People gather in Oakland to protest the arrest of Mahmoud Khalil on Mar. 14, 2025. Credit: Mars Johnson

In early March, the University of Pittsburgh placed the officially registered student organization Students for Justice in Palestine (SJP) on interim suspension — a chilling attack on free speech that went so far as to prohibit the organization’s off-campus organizing.

In response, the American Civil Liberties Union wrote a letter of support for SJP, challenging the university’s arbitrary and retaliatory student conduct processes.

The ACLU is now considering legal support for action against the university, which has remained silent in response to repeated appeals for clarity.

At this juncture, we feel that it behooves us, as staff and faculty of the University of Pittsburgh, to call on the administration to lift the suspension against Students for Justice in Palestine immediately.

Before this interim suspension, the university had initiated a conduct hearing against the leadership of SJP for a silent study-in at the Hillman Library during fall finals.

At this study-in, students taped political slogans to their laptops and wrote a few messages on whiteboards. The protest didn’t disrupt library access, and similar fraternity or sorority actions have never received comparable scrutiny — indicating that it was the content, not the activity, that so upset the university.

This would be a clear violation of Pitt’s own free speech policies regarding content neutrality.

The university has regularly hosted controversial speakers — some of whom have sparked unrest in Oakland. Yet the administration appears to draw the line for “disruptive” free speech at handwritten signs taped to the back of MacBooks.

The disciplinary hearing borne out of this quiet library study session never clearly identified the student conduct rules that the participants had allegedly violated.
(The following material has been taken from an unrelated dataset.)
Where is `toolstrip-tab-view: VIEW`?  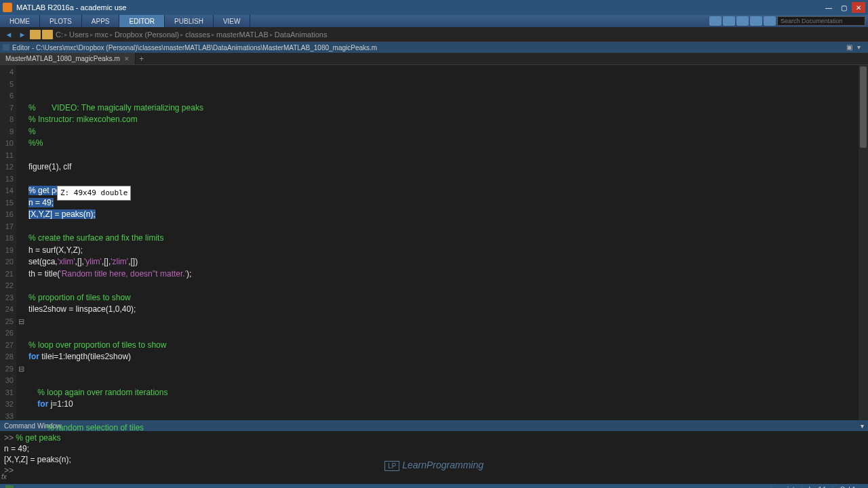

The process itself was opaque: only one faculty member was allowed to be present at a time, and even then, only for a brief portion of the hearing.

After university administrators announced that SJP would be put on probation following this hearing, student groups and community organizations signed an open letter of support for SJP. In response, the university claimed that the letter — and other communications from student organizations and community groups to the Conduct Hearing Board — were evidence of collusion. The administration took the position that, simply by seeking support from the broader Pitt community, SJP had “improperly engaged in communications” with the board through the response of others. This is a strikingly flimsy pretext — one that treats solidarity and civic engagement as violations rather than the lifeblood of a democratic campus.

Hundreds of people march in Oakland to protest the arrest of Mahmoud Khalil on Mar. 14, 2025. Credit: Mars Johnson

But the university began harassing SJP long before the events at the Hillman Library. Individual students associated with the group have faced honor code violations stemming from their involvement in peaceful campus activism and civil protest. Regardless of public opinion on these demonstrations, Pitt has a responsibility to uphold fair and consistent disciplinary procedures for all students.

University-backed charges are ruining young people’s lives, bankrupting them with legal fees, and preventing them from finding future employment. And, given the accusations of antisemitism levied against SJP, it is worth noting that many students targeted by university police and conduct hearings are Jewish, a fact the students themselves have noted with bitter frustration.

The stakes are high. If the university fails to defend free speech on Palestine, it risks undermining free speech across all other issues: gender, sexuality, reproductive rights, race, climate change, even vaccine science. Nothing will be safe from censorship.

We ask: Would an administration comfortable with banning SJP not be equally as comfortable with ICE assailing its own students? What is the administration’s red line? When will the administration begin to dictate what we can and cannot teach?

We do not wish to be the next Columbia University, tacitly accepting the kidnapping of our students, our departments subject to direct oversight from the President of the United States. Our job as faculty is to facilitate discussion, conduct research, and find solutions to important, difficult, and contentious topics.

A university that silences its students cannot support genuine teaching or research. It risks becoming less a space for inquiry and more a vehicle for institutional control — one that signals to students that dissent will be punished, and that they should expect the status quo to go unchallenged.

The history of student organizing teaches us that there is always a better world worth fighting for. We demand that the University of Pittsburgh develop a fair, transparent, and consistent student code of conduct, and that it immediately reinstate Students for Justice in Palestine.

Faculty and Staff for Justice in Palestine at Pitt (FSJP), an organizing group at the University of Pittsburgh of faculty and staff advocating for Palestinian rights, justice, and freedom through education, solidarity, and action.